Soon enough, Cowser will be joined by his BFF Jordan Westburg, who is finishing up a rehab assignment at Triple-A and will likely join the O’s at some point on this west coast trip. Westburg, too, will inject some life into the lineup, assuming he hits more like the 2024 version of himself than the April 2025 edition. And Ramón Laureano, who’s been an early-season surprise, could also be back from injury not too long from now, perhaps allowing the Orioles to send the struggling Heston Kjerstad back to the minors to rework his swing.
The team is still far from full strength. Cedric Mullins and Ryan Mountcastle recently landed on the IL, and nearly an entire rotation’s worth of pitchers remains on the shelf. The Orioles’ injury problems are never going to disappear entirely. But if they can gradually bring back some of their key players while shipping out some of the flotsam and jetsam, they should be able to continue their recent ascent into competence.
Links
There’s no sigh of relief for Orioles after Corbin Burnes injury – The Baltimore Banner
Kyle Goon rightly rejects the idea that the Orioles should derive any schadenfreude from Corbin Burnes’s elbow injury. It’s not as if the Orioles’ Burnes-less offseason moves worked out in any respect.
Orioles’ Jackson Holliday has found a niche batting leadoff – The Baltimore Sun
Somewhat overlooked by the overall crappiness of the 2025 Orioles is that Jackson Holliday is finally looking like the player that O’s fans thought he’d be last year.
Scouting Aidan Miller, Max Anderson, Jett Williams, Enrique Bradfield Jr. and more – The Athletic
Keith Law has thoughts on a couple of Orioles prospects he scouted at a recent Baysox game. I must say I had no idea that Levi Wells can hit 102 mph, though Law still doesn’t seem overly impressed. Tough crowd!

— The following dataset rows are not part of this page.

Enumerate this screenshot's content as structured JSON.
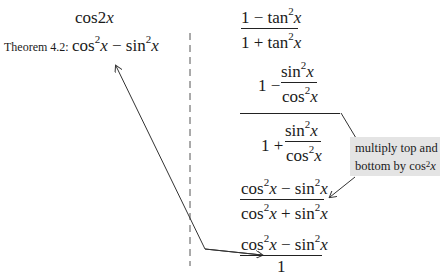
{
  "left_column": {
    "heading": {
      "fn": "cos",
      "arg": "2",
      "var": "x"
    },
    "theorem_label": "Theorem 4.2:",
    "theorem_expr": {
      "t1": "cos",
      "p1": "2",
      "v1": "x",
      "op": " − ",
      "t2": "sin",
      "p2": "2",
      "v2": "x"
    }
  },
  "right_column": {
    "step1": {
      "num": {
        "a": "1 − tan",
        "p": "2",
        "v": "x"
      },
      "den": {
        "a": "1 + tan",
        "p": "2",
        "v": "x"
      }
    },
    "step2": {
      "num_prefix": "1 −",
      "den_prefix": "1 +",
      "inner_num": {
        "a": "sin",
        "p": "2",
        "v": "x"
      },
      "inner_den": {
        "a": "cos",
        "p": "2",
        "v": "x"
      }
    },
    "step3": {
      "num": {
        "a": "cos",
        "p1": "2",
        "v1": "x",
        "op": " − sin",
        "p2": "2",
        "v2": "x"
      },
      "den": {
        "a": "cos",
        "p1": "2",
        "v1": "x",
        "op": " + sin",
        "p2": "2",
        "v2": "x"
      }
    },
    "step4": {
      "num": {
        "a": "cos",
        "p1": "2",
        "v1": "x",
        "op": " − sin",
        "p2": "2",
        "v2": "x"
      },
      "den": "1"
    }
  },
  "callout": {
    "line1": "multiply top and",
    "line2_prefix": "bottom by cos",
    "line2_power": "2",
    "line2_var": "x"
  },
  "colors": {
    "ink": "#1a1a1a",
    "callout_bg": "#e4e4e4",
    "lines": "#444444"
  }
}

Mabry happy for chance to coach his hometown Orioles (Cowser reinstated) – School of Roch
New Orioles coach John Mabry drops a Wild Bill Hagy reference in his first interview. I like this guy already.
Orioles birthdays and history
Is today your birthday? Happy birthday! And happy 31st birthday to Ramón Urías, who’s now in his sixth year with the Orioles and has quietly turned into a mainstay in the lineup. Urías has a solid 108 OPS+ in his career and won a Gold Glove at third base in 2022. Sharing Urías’s exact birthday — June 3, 1994 — is left-hander Brandon Waddell, who pitched one game for the Orioles in 2021.
Other ex-Orioles with birthdays today are catchers Robert Machado (52) and Izzy Molina (54), infielder Aaron Ledesma (54), and first baseman and Orioles Hall of Famer Jim Gentile, who turns 91 years young.
On this date in 2019, with the first pick of the amateur draft, the Orioles selected catcher Adley Rutschman from Oregon State. It was a slam-dunk move at the time, as Rutschman was the consensus #1 draft prospect, and the decision seemed to pay immediate dividends when Adley rocketed through the minors and led the Orioles’ renaissance in 2022. Currently, though, Rutschman’s bat has been AWOL for nearly a year now, and his defense has slipped too, while Bobby Witt Jr. — who went at #2 overall to the Royals — has emerged as a superstar. Welp.
Random Orioles game of the day
On June 3, 1980, the Orioles were shut out by the Brewers, 3-0, at Memorial Stadium. Each starting pitcher went the distance, as the Orioles’ Sammy Stewart gave up just three runs but was the hard-luck loser. Right-hander and Baltimore native Moose Haas tossed the shutout for the Brewers, allowing just five hits, all singles.